Getting Inside Jack Kerouac’s Head

Simon Morris

Price £8.99+pp
ISBN 978-1-907468-02-5
Year 2010
Edition 500
Pages 324
Binding perfect bound; full colour illustrated cover; text only inside

Morris’ new bookwork, Getting Inside Jack Kerouac’s Head, is a performative retyping of the recently published original scroll edition of Jack Kerouac’s beat classic, On the Road. Morris’ project first appeared as an ongoing journey through the book, read and re-typed on a WordPress blog one page per day. This newly published codex version pours the content of that performative retyping back into the format of the paperback source book. It follows the default logic of a blog archive to put the last post / page at the start and stores the rest of the entries in reverse order. In other words, whereas Kerouac traveled from the East coast to the West coast, Morris crosses America from West to East.

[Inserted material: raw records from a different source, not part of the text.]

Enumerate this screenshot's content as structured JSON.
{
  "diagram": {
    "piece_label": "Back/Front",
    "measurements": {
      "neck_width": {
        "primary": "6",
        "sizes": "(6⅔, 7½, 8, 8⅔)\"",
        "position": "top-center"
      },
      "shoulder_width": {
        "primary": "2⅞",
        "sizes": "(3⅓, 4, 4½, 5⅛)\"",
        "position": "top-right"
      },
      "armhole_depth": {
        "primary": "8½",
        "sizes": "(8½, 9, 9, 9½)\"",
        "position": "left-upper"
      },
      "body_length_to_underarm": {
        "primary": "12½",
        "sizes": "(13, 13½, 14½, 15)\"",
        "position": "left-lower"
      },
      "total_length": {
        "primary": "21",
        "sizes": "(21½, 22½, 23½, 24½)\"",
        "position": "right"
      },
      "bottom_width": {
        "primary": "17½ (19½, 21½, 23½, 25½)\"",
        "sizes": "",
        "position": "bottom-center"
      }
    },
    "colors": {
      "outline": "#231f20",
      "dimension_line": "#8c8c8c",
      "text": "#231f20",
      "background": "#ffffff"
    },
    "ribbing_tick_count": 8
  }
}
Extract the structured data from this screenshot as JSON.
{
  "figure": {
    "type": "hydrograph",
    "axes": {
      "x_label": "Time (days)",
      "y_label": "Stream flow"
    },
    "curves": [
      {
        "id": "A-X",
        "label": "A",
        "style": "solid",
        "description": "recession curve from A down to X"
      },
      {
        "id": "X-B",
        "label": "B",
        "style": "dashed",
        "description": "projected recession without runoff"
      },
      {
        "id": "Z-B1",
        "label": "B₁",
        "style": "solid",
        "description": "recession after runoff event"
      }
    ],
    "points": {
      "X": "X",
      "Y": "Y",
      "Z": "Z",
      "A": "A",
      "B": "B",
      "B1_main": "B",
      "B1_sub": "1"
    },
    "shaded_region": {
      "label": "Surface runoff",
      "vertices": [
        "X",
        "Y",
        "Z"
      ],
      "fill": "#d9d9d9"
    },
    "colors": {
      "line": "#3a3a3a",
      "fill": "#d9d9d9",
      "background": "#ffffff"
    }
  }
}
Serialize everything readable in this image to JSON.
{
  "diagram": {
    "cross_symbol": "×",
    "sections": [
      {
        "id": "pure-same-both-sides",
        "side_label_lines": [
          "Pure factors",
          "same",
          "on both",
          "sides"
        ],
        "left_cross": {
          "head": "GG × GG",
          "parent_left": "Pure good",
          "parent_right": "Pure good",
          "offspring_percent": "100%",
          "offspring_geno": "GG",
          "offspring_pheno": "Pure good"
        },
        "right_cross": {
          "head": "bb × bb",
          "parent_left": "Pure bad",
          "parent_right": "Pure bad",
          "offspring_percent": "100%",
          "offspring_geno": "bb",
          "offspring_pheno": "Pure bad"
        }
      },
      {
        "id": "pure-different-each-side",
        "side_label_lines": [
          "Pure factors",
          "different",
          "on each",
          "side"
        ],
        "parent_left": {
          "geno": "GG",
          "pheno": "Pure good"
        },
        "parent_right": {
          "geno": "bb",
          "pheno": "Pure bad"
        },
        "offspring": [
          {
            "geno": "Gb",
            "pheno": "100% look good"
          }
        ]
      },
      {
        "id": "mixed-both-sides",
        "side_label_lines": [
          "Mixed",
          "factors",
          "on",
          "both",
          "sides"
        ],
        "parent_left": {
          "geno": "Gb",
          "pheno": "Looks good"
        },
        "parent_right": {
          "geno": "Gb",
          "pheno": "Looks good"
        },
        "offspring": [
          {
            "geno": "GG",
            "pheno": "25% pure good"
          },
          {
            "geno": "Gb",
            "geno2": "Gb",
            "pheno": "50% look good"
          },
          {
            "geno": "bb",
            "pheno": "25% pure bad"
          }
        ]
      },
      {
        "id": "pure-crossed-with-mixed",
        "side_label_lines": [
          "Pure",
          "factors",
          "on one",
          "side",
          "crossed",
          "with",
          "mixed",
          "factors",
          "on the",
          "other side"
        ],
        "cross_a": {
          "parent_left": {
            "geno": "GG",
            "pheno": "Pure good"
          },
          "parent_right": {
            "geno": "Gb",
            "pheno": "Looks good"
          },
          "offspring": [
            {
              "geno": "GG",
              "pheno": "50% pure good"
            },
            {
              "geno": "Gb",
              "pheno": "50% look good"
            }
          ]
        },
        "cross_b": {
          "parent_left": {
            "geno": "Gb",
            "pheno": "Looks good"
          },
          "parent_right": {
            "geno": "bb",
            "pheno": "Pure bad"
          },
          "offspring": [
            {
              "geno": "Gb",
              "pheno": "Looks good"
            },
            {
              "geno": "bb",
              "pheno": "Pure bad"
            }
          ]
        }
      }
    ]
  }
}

Retyping On the Road is not only a remarkable performance — of endurance, concentration, and apprenticeship — it is also a deadpan experiment in textual literary criticism. Kerouac’s original typescript was oriented toward the writer: a jury-rigged roll of sheets taped together to give the illusion of continuous textual flow (whereas a true “scroll,” properly speaking, would allow one to move forward and backward, and thus would have been in the service of a reader). Morris’ practice collapses reader and writer, reorienting Kerouac’s typescript to the digital, discontinuous unit of the published codex page. In doing so, Morris both inverts Kerouac’s style of production — pecking slowly and methodically where his predecessor sped along at a reputed one-hundred-words-per-benzedrine-fuelled-minute — and he simultaneously fulfills its legend. The annotated details of Kerouac’s typescript belie the Beat ideology of unconstrained spontaneity and improvisation; it is pockmarked with revisions and edits and polishing. Morris, on the other hand, hews to the adage “first thought, best thought” with an unflinching allegiance. A constrained and unexpressive homage to the era that heralded unconstrained and improvisatory expressionism, Getting Inside Jack Kerouac’s Head showcases the critical power of the extended techniques of conceptually rigorous “uncreative writing.” In the process it reclaims Truman Capote’s Parthian shot as a point of pride: “it isn’t writing at all — it’s typing.” And type — as Kerouac used the word in On the Road — is all about genre.”